The study found that the 13-year increase in fresh-water discharge of 540 cubic kilometers was mostly due to rapid evaporation from the oceans, which led to more rainfall on land. Only 10% of the increase in discharge could be attributed to melting ice sheets in Greenland and the Antarctic, although those sources are expected to be a growing proportion as earth’s temperatures rise, Famiglietti said.

Other causes for the rise in river flows include melting glaciers and permafrost on land, and practices such as groundwater pumping for irrigation.
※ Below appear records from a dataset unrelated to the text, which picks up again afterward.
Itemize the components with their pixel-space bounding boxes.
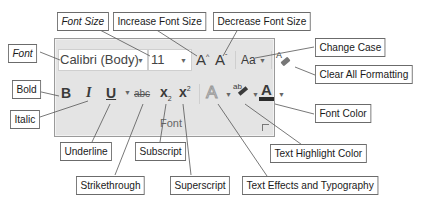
callout-change-case: Change Case bbox=[315, 38, 386, 57]
callout-clear-all-formatting: Clear All Formatting bbox=[315, 65, 413, 84]
callout-font-color: Font Color bbox=[315, 104, 371, 123]
callout-italic: Italic bbox=[10, 110, 40, 129]
callout-text-effects: Text Effects and Typography bbox=[242, 176, 378, 195]
callout-underline: Underline bbox=[60, 142, 112, 161]
callout-text-highlight-color: Text Highlight Color bbox=[270, 144, 367, 163]
callout-subscript: Subscript bbox=[135, 142, 186, 161]
callout-increase-font-size: Increase Font Size bbox=[113, 12, 206, 31]
callout-font: Font bbox=[8, 44, 37, 63]
callout-bold: Bold bbox=[12, 80, 41, 99]
callout-decrease-font-size: Decrease Font Size bbox=[213, 12, 311, 31]
callout-strikethrough: Strikethrough bbox=[76, 176, 145, 195]
callout-font-size: Font Size bbox=[57, 12, 109, 31]
callout-superscript: Superscript bbox=[170, 176, 230, 195]
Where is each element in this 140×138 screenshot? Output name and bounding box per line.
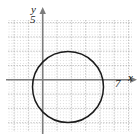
coordinate-plane-svg: [0, 0, 140, 138]
graph-figure: y x 5 7: [0, 0, 140, 138]
y-axis-tick-label-5: 5: [30, 14, 36, 25]
x-axis-label: x: [128, 72, 133, 83]
x-axis-tick-label-7: 7: [115, 78, 121, 89]
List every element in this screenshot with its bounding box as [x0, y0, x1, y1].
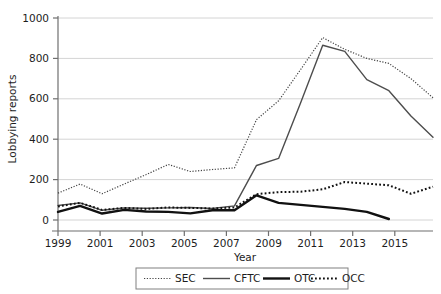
grid-lines	[58, 18, 433, 220]
y-tick-label-1000: 1000	[22, 12, 49, 24]
x-tick-label-2007: 2007	[213, 237, 240, 249]
x-tick-label-2015: 2015	[381, 237, 408, 249]
y-tick-label-200: 200	[29, 173, 49, 185]
chart-svg: 1000 800 600 400 200 0 Lobbying reports …	[0, 0, 441, 294]
legend-label-cftc[interactable]: CFTC	[234, 272, 260, 284]
x-tick-label-2005: 2005	[171, 237, 198, 249]
y-tick-label-800: 800	[29, 52, 49, 64]
data-series-group	[58, 38, 433, 219]
series-line-cftc	[58, 45, 433, 210]
y-tick-label-400: 400	[29, 133, 49, 145]
x-axis-title: Year	[233, 251, 257, 263]
x-tick-label-2001: 2001	[87, 237, 114, 249]
x-tick-label-2011: 2011	[297, 237, 324, 249]
series-line-sec	[58, 38, 433, 194]
legend: SEC CFTC OTC OCC	[136, 268, 365, 289]
x-tick-label-2009: 2009	[255, 237, 282, 249]
x-tick-label-2003: 2003	[129, 237, 156, 249]
line-chart-figure: 1000 800 600 400 200 0 Lobbying reports …	[0, 0, 441, 294]
x-tick-label-1999: 1999	[45, 237, 72, 249]
x-axis: 1999 2001 2003 2005 2007 2009 2011 2013 …	[45, 231, 433, 263]
y-axis-title: Lobbying reports	[6, 75, 18, 164]
y-axis: 1000 800 600 400 200 0 Lobbying reports	[6, 12, 58, 232]
legend-label-sec[interactable]: SEC	[175, 272, 196, 284]
legend-label-occ[interactable]: OCC	[342, 272, 365, 284]
y-tick-label-600: 600	[29, 92, 49, 104]
x-tick-label-2013: 2013	[339, 237, 366, 249]
y-tick-label-0: 0	[42, 214, 49, 226]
‘Given the importance of water and the impact of climate change, we need a comprehensive global monitoring network that can measure water stocks and fluxes,’ Famiglietti said. ‘We need ground-based measurements of snow, ice, permafrost, lake levels, river flows, soil moisture and groundwater levels. We need dedicated satellite missions. The technology is all there. We just need to make the investment in the ground, and in remote observations, and in the predictive models to synthesize them.’

The lead author on the paper, which was funded by NASA, is Tajdarul Syed of the Indian School of Mines, who did most of the research as a graduate student and postdoctoral associate under Famiglietti. Other authors are Don Chambers of the University of South Florida, Joshua Willis of the Jet Propulsion Laboratory in Pasadena, and Kyle Hilburn of Remote Sensing Systems in Santa Rosa, CA.